Higher Purpose

Alex Saingchin’s Climb from Corporate America to Socially Conscious Entrepreneur

by Donna Liquori '88

Alex Saingchin grew up idolizing another Alex, the hard-driving, money-focused 1980s sitcom character in “Family Ties,” played by Michael J. Fox. So when Saingchin arrived at the University at Albany, he planned to prepare for a lucrative corporate career.

Alex Saingchin

Saingchin, class of 2000, earned a Bachelor of Science degree in business administration with concentrations in marketing and management information systems. After graduation, he landed a job at a Big 5 company, “because I wanted to make money.”

So how did he end up in Quito, Ecuador, where he can rock climb a few hours away while running Just Futures, the investment advisory firm he co-founded in 2022, that prioritizes societal well-being over pure profit. That story starts at UAlbany.

“Honestly SUNY Albany provided me with a space to think a lot more critically about my own multicultural identity, how I experience race in the world,” Saingchin said. He was born in New York and grew up in the Bronx, raised by immigrants: a Cuban mother and a Chinese and Thai father.

“I got involved in student organizing and I started to learn what it is to be in a community and to start having these powerful conversations around how the world works, how it should work and how it, quite frankly, doesn't.”

While at the Big 5 company, he wrote a newsletter that focused on diversity and what he saw as unfairness in corporate America. After the 9/11 attacks, his newsletters became more political, which did not sit well with management.

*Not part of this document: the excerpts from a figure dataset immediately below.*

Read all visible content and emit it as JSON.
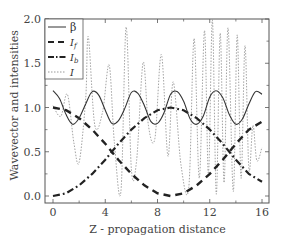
{
  "chart_data": {
    "type": "line",
    "title": "",
    "xlabel": "Z - propagation distance",
    "ylabel": "Wavevector and intensities",
    "xlim": [
      -0.6,
      16.5
    ],
    "ylim": [
      -0.08,
      2.0
    ],
    "xticks": [
      0,
      4,
      8,
      12,
      16
    ],
    "yticks": [
      0.0,
      0.5,
      1.0,
      1.5,
      2.0
    ],
    "xtick_labels": [
      "0",
      "4",
      "8",
      "12",
      "16"
    ],
    "ytick_labels": [
      "0.0",
      "0.5",
      "1.0",
      "1.5",
      "2.0"
    ],
    "grid": false,
    "legend_position": "upper left",
    "legend": [
      "β",
      "I_f",
      "I_b",
      "I"
    ],
    "series": [
      {
        "name": "β",
        "style": "solid",
        "color": "#333333",
        "x": [
          0,
          0.5,
          1,
          1.5,
          2,
          2.5,
          3,
          3.5,
          4,
          4.5,
          5,
          5.5,
          6,
          6.5,
          7,
          7.5,
          8,
          8.5,
          9,
          9.5,
          10,
          10.5,
          11,
          11.5,
          12,
          12.5,
          13,
          13.5,
          14,
          14.5,
          15,
          15.5,
          16
        ],
        "values": [
          1.19,
          1.1,
          0.92,
          0.81,
          0.88,
          1.04,
          1.18,
          1.14,
          0.97,
          0.82,
          0.85,
          0.99,
          1.17,
          1.16,
          1.02,
          0.84,
          0.82,
          0.94,
          1.15,
          1.18,
          1.07,
          0.87,
          0.81,
          0.9,
          1.12,
          1.19,
          1.11,
          0.92,
          0.81,
          0.87,
          1.04,
          1.18,
          1.15
        ]
      },
      {
        "name": "I_f",
        "style": "dashed",
        "color": "#222222",
        "x": [
          0,
          1,
          2,
          3,
          4,
          4.5,
          5,
          6,
          7,
          8,
          9,
          10,
          11,
          12,
          13,
          13.5,
          14,
          15,
          16
        ],
        "values": [
          1.0,
          0.97,
          0.88,
          0.75,
          0.59,
          0.5,
          0.41,
          0.25,
          0.12,
          0.03,
          0.0,
          0.03,
          0.12,
          0.25,
          0.41,
          0.5,
          0.59,
          0.75,
          0.84
        ]
      },
      {
        "name": "I_b",
        "style": "dashdot",
        "color": "#222222",
        "x": [
          0,
          1,
          2,
          3,
          4,
          4.5,
          5,
          6,
          7,
          8,
          9,
          10,
          11,
          12,
          13,
          13.5,
          14,
          15,
          16
        ],
        "values": [
          0.0,
          0.03,
          0.12,
          0.25,
          0.41,
          0.5,
          0.59,
          0.75,
          0.88,
          0.97,
          1.0,
          0.97,
          0.88,
          0.75,
          0.59,
          0.5,
          0.41,
          0.25,
          0.16
        ]
      },
      {
        "name": "I",
        "style": "dotted",
        "color": "#999999",
        "x": [
          0,
          0.6,
          1.1,
          1.6,
          2.0,
          2.5,
          2.7,
          3.2,
          3.8,
          4.3,
          4.7,
          5.2,
          5.6,
          6.0,
          6.4,
          6.9,
          7.3,
          7.8,
          8.3,
          8.8,
          9.2,
          9.8,
          10.4,
          10.8,
          11.2,
          11.6,
          11.9,
          12.2,
          12.5,
          12.8,
          13.1,
          13.4,
          13.8,
          14.1,
          14.4,
          14.7,
          15.0,
          15.3,
          15.6,
          16.0
        ],
        "values": [
          1.02,
          0.9,
          1.15,
          0.6,
          0.38,
          1.1,
          1.8,
          0.8,
          0.95,
          1.48,
          0.6,
          0.05,
          1.91,
          0.3,
          0.4,
          1.51,
          0.8,
          0.65,
          1.6,
          0.45,
          1.29,
          0.35,
          0.1,
          1.78,
          0.2,
          1.87,
          0.25,
          1.99,
          0.02,
          1.84,
          0.15,
          1.9,
          0.05,
          1.82,
          0.2,
          1.7,
          0.3,
          0.8,
          0.4,
          0.55
        ]
      }
    ]
  },
  "axes": {
    "xlabel_text": "Z - propagation distance",
    "ylabel_text": "Wavevector and intensities"
  },
  "legend": {
    "items": [
      {
        "label": "β",
        "style": "solid"
      },
      {
        "label": "If",
        "style": "dashed"
      },
      {
        "label": "Ib",
        "style": "dashdot"
      },
      {
        "label": "I",
        "style": "dotted"
      }
    ]
  }
}
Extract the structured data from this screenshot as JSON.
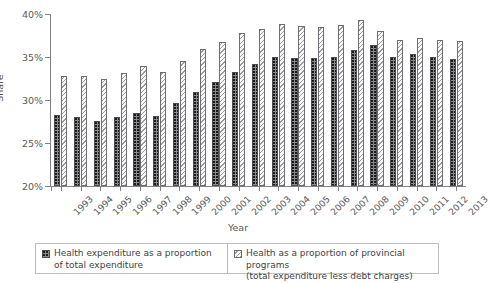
{
  "axes": {
    "ylabel": "Share",
    "xlabel": "Year",
    "yticks": [
      "20%",
      "25%",
      "30%",
      "35%",
      "40%"
    ]
  },
  "legend": {
    "series1_line1": "Health expenditure as a proportion",
    "series1_line2": "of total expenditure",
    "series2_line1": "Health as a proportion of provincial programs",
    "series2_line2": "(total expenditure less debt charges)"
  },
  "chart_data": {
    "type": "bar",
    "title": "",
    "xlabel": "Year",
    "ylabel": "Share",
    "ylim": [
      20,
      40
    ],
    "ytick_values": [
      20,
      25,
      30,
      35,
      40
    ],
    "grid": false,
    "legend_position": "bottom",
    "categories": [
      "1993",
      "1994",
      "1995",
      "1996",
      "1997",
      "1998",
      "1999",
      "2000",
      "2001",
      "2002",
      "2003",
      "2004",
      "2005",
      "2006",
      "2007",
      "2008",
      "2009",
      "2010",
      "2011",
      "2012",
      "2013"
    ],
    "series": [
      {
        "name": "Health expenditure as a proportion of total expenditure",
        "style": "dotted-dark",
        "color": "#8a8c8e",
        "values": [
          28.2,
          28.0,
          27.6,
          28.0,
          28.5,
          28.1,
          29.7,
          30.9,
          32.1,
          33.2,
          34.2,
          35.0,
          34.9,
          34.9,
          35.0,
          35.8,
          36.4,
          35.0,
          35.4,
          35.0,
          34.8
        ]
      },
      {
        "name": "Health as a proportion of provincial programs (total expenditure less debt charges)",
        "style": "hatched-light",
        "color": "#f7f7f7",
        "values": [
          32.8,
          32.8,
          32.5,
          33.1,
          34.0,
          33.2,
          34.5,
          35.9,
          36.8,
          37.8,
          38.3,
          38.8,
          38.6,
          38.5,
          38.7,
          39.3,
          38.0,
          37.0,
          37.2,
          37.0,
          36.9
        ]
      }
    ]
  }
}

He gave two days’ notice.

Saingchin, who decided the nonprofit world suited him more than the world of suits, applied to master’s programs. In the meantime, he took a job at the Asian American Federation of New York working on post-9/11 relief and recovery work. He helped people navigate benefits and find support after their loved ones died, they had lost their jobs, or were attacked because of their religion or color of their skin. It was a profound experience for him.

“I ended up, you know, really, really loving it because I was being mentored by people who saw something in me.” He deferred graduate school and helped build a citywide program to assist Asian Americans impacted by Sept. 11.  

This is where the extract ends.